USDA ARS PROJECTS
USDA ARS PROJECTS
We are working to meet the goals as outlined in our Mission Statement:
- Enhance Grain Quality
- Determine major genes that account for significant variation
of end-use quality including those that affect preharvest
sprouting.
- Elucidate the environmental, genetic, biochemical and
molecular basis of wheat quality considering both domestic and foreign
utilization.
- Assess end-use quality of experimental wheat lines to support
release of superior wheat cultivars.
- Improve Environmental Stress
Tolerance
- Develop and characterize special genetic stocks,
near-isogenic lines (NILs), for important traits that affect
environmental stress tolerance and adaptation to specific agricultural
environments.
- Complete breeding of NILs for environmental stress traits for
each of the major Pacific Northwest (PNW) wheat market classes.
- Identify genes that account for significant genetic
differences in environmental stress tolerance.
- Improve Disease Control and Reduce Reliance on Pesticides
- Determine and exploit new information on the epidemiological,
morphological, cytological, and genetical characteristics of rust
resistance to improve disease control.
- Combine resistance to Cephalosporium stripe, strawbreaker
foot rot, stripe rust, leaf rust and other diseases in wheat genotypes.
- Determine morphological, cytological and genetic resistance
of barley stripe rust.
- Use genetic diversity for disease resistance to obtain
durable resistance to critical diseases of the PNW.
- Enhance Wheat Germplasm Using Innovative Methods
- Develop the use of gene-specific primers in the polymerase
chain reaction to identify DNA polymorphisms including use of
minisatellite DNA among wheat genotypes for mapping and tagging of
desired traits.
- Use DNA hybridization and RFLP markers to tag, map and
transfer genes for disease resistance and winter hardiness.
- Develop and Improve Integrated Systems for Sustainable Wheat Production
- Develop an expert system for integrated, sustainable
management of disease, insect, and environmental stress in wheat that is
economically and environmentally viable.
- Reduce need for chemical control of weeds by developing
wheats that compete well with weeds. Desired traits will be rapid
growth, high biomass, and dense canopy traits.
- Reduce soil erosion by developing wheats for early seeding
that are genetically resistant to diseases associated with early
seeding, and that emerge and establish stands rapidly.
Current Program:
This unit focuses on many aspects of PNW wheat production and
utilization. The majority of
PNW wheats are white and tend to be vulnerable to preharvest sprouting,
soilborne foliar diseases and cold injury. Unique to the research
program is the enhancement of germplasm for club wheats, which are in
high demand for export. Our unit scientists have a rare combination of
skills that enable us to act as a multi-disciplinary team working on
germplasm enhancement and improvement of grain quality.
Kimberly G. Campbell----Research Geneticist
Xianming Chen-----------Research Plant Pathologist
Craig F. Morris---------Supervisory Research Cereal Chemist and Director
of the Western Wheat Quality Laboratory
Daniel Z. Skinner-------Research Leader and Research Plant Pathologist
Camille M. Steber-------Research Molecular Geneticist
Robert E. Allan---------Research Geneticist (Retired-Collaborator)
Roland F. Line----------Research Plant Pathologist (Retired-Collaborator)
Program Impact
Cultivars developed by this unit with strawbreaker foot rot
resistance and multilines with stable resistance to stripe and leaf rust
account for 65% of U.S. club wheat production. In 1994 the cultivar
Madsen, developed by R.E. Allan, was the most widely
grown cultivar in Washington. R.E. Allan has compiled databases and developed special
genetic stocks (NILs) for many genetic traits (genes affecting
coldhardiness, vernalization, grain dormancy, photoperiod response,
grain hardiness, soft wheat quality, plant stature, seedling vigor, and
resistance to several pathogens). Molecular markers linked to foot rot
resistance and adaptation to reduced tillage have been identified and
incorporated into breeding programs. These genetic stocks are now being
exploited by C.F. Morris and Dan Skinner in efforts to tag
grain quality and winter hardiness genes. Dr. Chen is the only scientist in the western
USA working on rusts and smuts, even though the rusts are the most important
wheat diseases in the region and the smuts affect the wheat export
market. R.F. Line has compiled data on
the characteristics of genes for specific and non-specific resistances to
stripe and leaf rusts, as well as for epidemiological and control of rusts.
Using this data, R.F. Line has developed a computerized, expert advisory
system to manage rusts and other wheat diseases called MoreCrop. (Information on MoreCrop and how to download the software can be obtained from this link.) The
Western Wheat Quality Laboratory, directed by C.F. Morris, assesses wheat quality and determines wheat and flour requirements for domestic and foreign uses of wheat. The Quality Laboratory has cooperated in the development of nearly every Pacific Northwest wheat cultivar since the founding of the lab in the late 1940's.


● **TASK DIRECTIONS**
When you output the records, match them exactly and omit any picture they include.

»»

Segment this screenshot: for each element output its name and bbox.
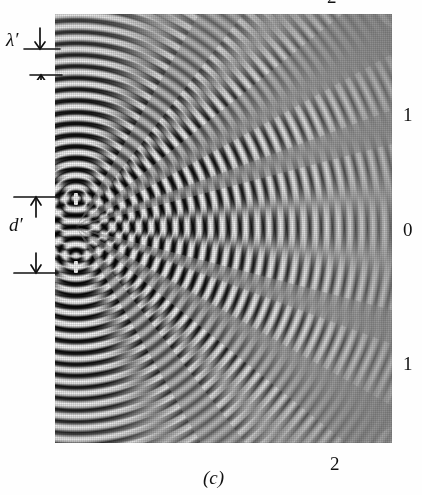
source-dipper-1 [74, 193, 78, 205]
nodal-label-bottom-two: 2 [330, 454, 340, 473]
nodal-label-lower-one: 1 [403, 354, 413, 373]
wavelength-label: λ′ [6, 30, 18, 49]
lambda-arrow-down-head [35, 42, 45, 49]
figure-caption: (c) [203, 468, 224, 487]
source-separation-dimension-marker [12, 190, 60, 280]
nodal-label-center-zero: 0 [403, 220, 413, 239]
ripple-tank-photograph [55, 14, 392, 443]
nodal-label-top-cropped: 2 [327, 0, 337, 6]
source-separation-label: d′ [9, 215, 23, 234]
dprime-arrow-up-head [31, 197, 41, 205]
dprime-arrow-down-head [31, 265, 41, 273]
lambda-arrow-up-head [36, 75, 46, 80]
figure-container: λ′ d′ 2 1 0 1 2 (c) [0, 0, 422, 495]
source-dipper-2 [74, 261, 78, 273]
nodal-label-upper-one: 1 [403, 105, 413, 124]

««

● **ANSWER BELOW**
Segment this screenshot: for each element output its name and bbox.
source-dipper-1 [74, 193, 78, 205]
nodal-label-bottom-two: 2 [330, 454, 340, 473]
nodal-label-lower-one: 1 [403, 354, 413, 373]
wavelength-label: λ′ [6, 30, 18, 49]
lambda-arrow-down-head [35, 42, 45, 49]
figure-caption: (c) [203, 468, 224, 487]
source-separation-dimension-marker [12, 190, 60, 280]
nodal-label-center-zero: 0 [403, 220, 413, 239]
ripple-tank-photograph [55, 14, 392, 443]
nodal-label-top-cropped: 2 [327, 0, 337, 6]
source-separation-label: d′ [9, 215, 23, 234]
dprime-arrow-up-head [31, 197, 41, 205]
dprime-arrow-down-head [31, 265, 41, 273]
lambda-arrow-up-head [36, 75, 46, 80]
figure-container: λ′ d′ 2 1 0 1 2 (c) [0, 0, 422, 495]
source-dipper-2 [74, 261, 78, 273]
nodal-label-upper-one: 1 [403, 105, 413, 124]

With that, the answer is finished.